The controversial Left Bank Cinema director scored an arthouse hit with Sans Soleil and made the brilliant, haunting, highly influential La Jetée.
• Chris Marker obituary
Chris Marker, the enigmatic master of left-field French cinema, has died at the age of 91. The artist and film-maker was best known for his award-winning documentary Sans Soleil and for his haunting drama La Jetée, charting the quest for memory in the aftermath of a nuclear apocalypse.Marker's other notable pictures include 1985's AK, an essay on the work of the Japanese director Akira Kurosawa, and 1977's A Grin Without a Cat, charting the socialist struggle in the period before and after the 1968 Paris uprisings. He scored an arthouse hit with 1983's Sans Soleil, his elliptical meditation on travel and memory that darted from Japan to Africa via an appreciation of the 1958 thriller Vertigo. Hitchcock's movie, said the director, was the only film "capable of portraying impossible memory, insane memory".
Born Christian François Bouche-Villeneuve, Marker fought for the French Resistance and then cut his teeth as a journalist and a critic for Cahiers du Cinéma. He made his film debut with Olympia 52, a documentary on the 1952 Helsinki Olympics, and went on to become a leading light of the Left Bank Cinema movement alongside his friends Agnès Varda and Alain Resnais. In 1961 he sparked controversy with the documentary Si Cuba, a film that praised Fidel Castro, denounced America and was promptly banned in the US.
Yet Marker's most influential production remains 1962's La Jetée, a 29-minute drama composed almost entirely of still images and tracing one man's attempt to reclaim an image from his past. Marker's poetic, provocative meld of global catastrophe and human frailty went on to inspire the 1987 drama The Red Spectacles and Terry Gilliam's 1995 blockbuster 12 Monkeys.
The teasing, elliptical nature of Marker's work was reflected in the man himself. He refused to give interviews, hated being photographed and claimed to have born in Mongolia despite contradictory sources that suggested he was a native of Paris. All of which, wrote the critic David Thomson, fostered the notion of Marker as "some mysterious if ideal figure, a hope or a dream more than an actual person". He was, Thomson added, "the essential ghost".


Nothing in the records may be altered, and no picture may be included. Restate them in full.

(Supplied data)

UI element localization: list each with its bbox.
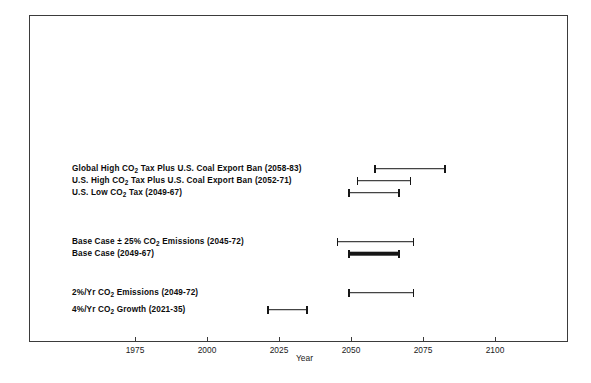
interval-bar-us-high-co2-tax-coal-export-ban	[357, 175, 412, 186]
interval-bar-base-case-plus-minus-25pct	[337, 236, 415, 247]
interval-bar-line	[348, 192, 400, 194]
row-label-global-high-co2-tax-coal-export-ban: Global High CO2 Tax Plus U.S. Coal Expor…	[72, 164, 302, 174]
x-axis-title: Year	[0, 353, 591, 363]
row-label-4pct-yr-co2-growth: 4%/Yr CO2 Growth (2021-35)	[72, 305, 186, 315]
interval-bar-line	[337, 241, 415, 243]
subscript: 2	[156, 240, 160, 247]
interval-bar-cap-left	[348, 189, 350, 197]
interval-bar-cap-left	[357, 177, 359, 185]
interval-bar-line	[348, 292, 414, 294]
interval-bar-cap-right	[398, 250, 400, 258]
interval-bar-2pct-yr-co2-emissions	[348, 287, 414, 298]
subscript: 2	[111, 308, 115, 315]
interval-bar-line	[267, 309, 307, 311]
interval-bar-cap-left	[348, 250, 350, 258]
interval-bar-cap-left	[374, 165, 376, 173]
x-axis-tick-2050	[351, 337, 352, 342]
subscript: 2	[111, 291, 115, 298]
x-axis-title-label: Year	[296, 353, 313, 363]
row-label-us-high-co2-tax-coal-export-ban: U.S. High CO2 Tax Plus U.S. Coal Export …	[72, 176, 292, 186]
interval-bar-global-high-co2-tax-coal-export-ban	[374, 163, 446, 174]
x-axis-tick-2100	[495, 337, 496, 342]
subscript: 2	[123, 191, 127, 198]
x-axis-tick-1975	[135, 337, 136, 342]
interval-bar-cap-left	[348, 289, 350, 297]
interval-bar-cap-right	[444, 165, 446, 173]
range-interval-chart: Global High CO2 Tax Plus U.S. Coal Expor…	[0, 0, 591, 383]
x-axis-tick-2025	[279, 337, 280, 342]
interval-bar-4pct-yr-co2-growth	[267, 304, 307, 315]
interval-bar-cap-left	[267, 306, 269, 314]
row-label-us-low-co2-tax: U.S. Low CO2 Tax (2049-67)	[72, 188, 182, 198]
interval-bar-line	[374, 168, 446, 170]
row-label-base-case-plus-minus-25pct: Base Case ± 25% CO2 Emissions (2045-72)	[72, 237, 244, 247]
interval-bar-cap-right	[413, 289, 415, 297]
interval-bar-cap-right	[410, 177, 412, 185]
interval-bar-cap-right	[398, 189, 400, 197]
interval-bar-cap-left	[337, 238, 339, 246]
x-axis-tick-2075	[423, 337, 424, 342]
interval-bar-cap-right	[306, 306, 308, 314]
interval-bar-cap-right	[413, 238, 415, 246]
interval-bar-us-low-co2-tax	[348, 187, 400, 198]
row-label-2pct-yr-co2-emissions: 2%/Yr CO2 Emissions (2049-72)	[72, 288, 198, 298]
interval-bar-line	[357, 180, 412, 182]
subscript: 2	[135, 167, 139, 174]
interval-bar-line	[348, 251, 400, 256]
subscript: 2	[125, 179, 129, 186]
row-label-base-case: Base Case (2049-67)	[72, 249, 154, 259]
interval-bar-base-case	[348, 248, 400, 259]
x-axis-tick-2000	[207, 337, 208, 342]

(End Supplied data)

#### Solved problem
UI element localization: list each with its bbox.
interval-bar-us-high-co2-tax-coal-export-ban	[357, 175, 412, 186]
interval-bar-base-case-plus-minus-25pct	[337, 236, 415, 247]
interval-bar-line	[348, 192, 400, 194]
row-label-global-high-co2-tax-coal-export-ban: Global High CO2 Tax Plus U.S. Coal Expor…	[72, 164, 302, 174]
x-axis-title: Year	[0, 353, 591, 363]
row-label-4pct-yr-co2-growth: 4%/Yr CO2 Growth (2021-35)	[72, 305, 186, 315]
interval-bar-line	[337, 241, 415, 243]
subscript: 2	[156, 240, 160, 247]
interval-bar-cap-left	[348, 189, 350, 197]
interval-bar-cap-left	[357, 177, 359, 185]
interval-bar-line	[348, 292, 414, 294]
interval-bar-cap-right	[398, 250, 400, 258]
interval-bar-2pct-yr-co2-emissions	[348, 287, 414, 298]
subscript: 2	[111, 308, 115, 315]
interval-bar-line	[267, 309, 307, 311]
interval-bar-cap-left	[348, 250, 350, 258]
interval-bar-cap-left	[374, 165, 376, 173]
x-axis-tick-2050	[351, 337, 352, 342]
subscript: 2	[111, 291, 115, 298]
x-axis-title-label: Year	[296, 353, 313, 363]
row-label-us-high-co2-tax-coal-export-ban: U.S. High CO2 Tax Plus U.S. Coal Export …	[72, 176, 292, 186]
interval-bar-global-high-co2-tax-coal-export-ban	[374, 163, 446, 174]
x-axis-tick-2100	[495, 337, 496, 342]
subscript: 2	[123, 191, 127, 198]
x-axis-tick-1975	[135, 337, 136, 342]
interval-bar-cap-left	[348, 289, 350, 297]
interval-bar-cap-right	[444, 165, 446, 173]
range-interval-chart: Global High CO2 Tax Plus U.S. Coal Expor…	[0, 0, 591, 383]
x-axis-tick-2025	[279, 337, 280, 342]
interval-bar-4pct-yr-co2-growth	[267, 304, 307, 315]
interval-bar-cap-left	[267, 306, 269, 314]
row-label-us-low-co2-tax: U.S. Low CO2 Tax (2049-67)	[72, 188, 182, 198]
interval-bar-line	[374, 168, 446, 170]
row-label-base-case-plus-minus-25pct: Base Case ± 25% CO2 Emissions (2045-72)	[72, 237, 244, 247]
interval-bar-cap-right	[413, 289, 415, 297]
interval-bar-cap-right	[410, 177, 412, 185]
interval-bar-cap-right	[398, 189, 400, 197]
interval-bar-cap-left	[337, 238, 339, 246]
x-axis-tick-2075	[423, 337, 424, 342]
interval-bar-cap-right	[306, 306, 308, 314]
interval-bar-cap-right	[413, 238, 415, 246]
interval-bar-us-low-co2-tax	[348, 187, 400, 198]
row-label-2pct-yr-co2-emissions: 2%/Yr CO2 Emissions (2049-72)	[72, 288, 198, 298]
interval-bar-line	[357, 180, 412, 182]
subscript: 2	[135, 167, 139, 174]
interval-bar-line	[348, 251, 400, 256]
subscript: 2	[125, 179, 129, 186]
row-label-base-case: Base Case (2049-67)	[72, 249, 154, 259]
interval-bar-base-case	[348, 248, 400, 259]
x-axis-tick-2000	[207, 337, 208, 342]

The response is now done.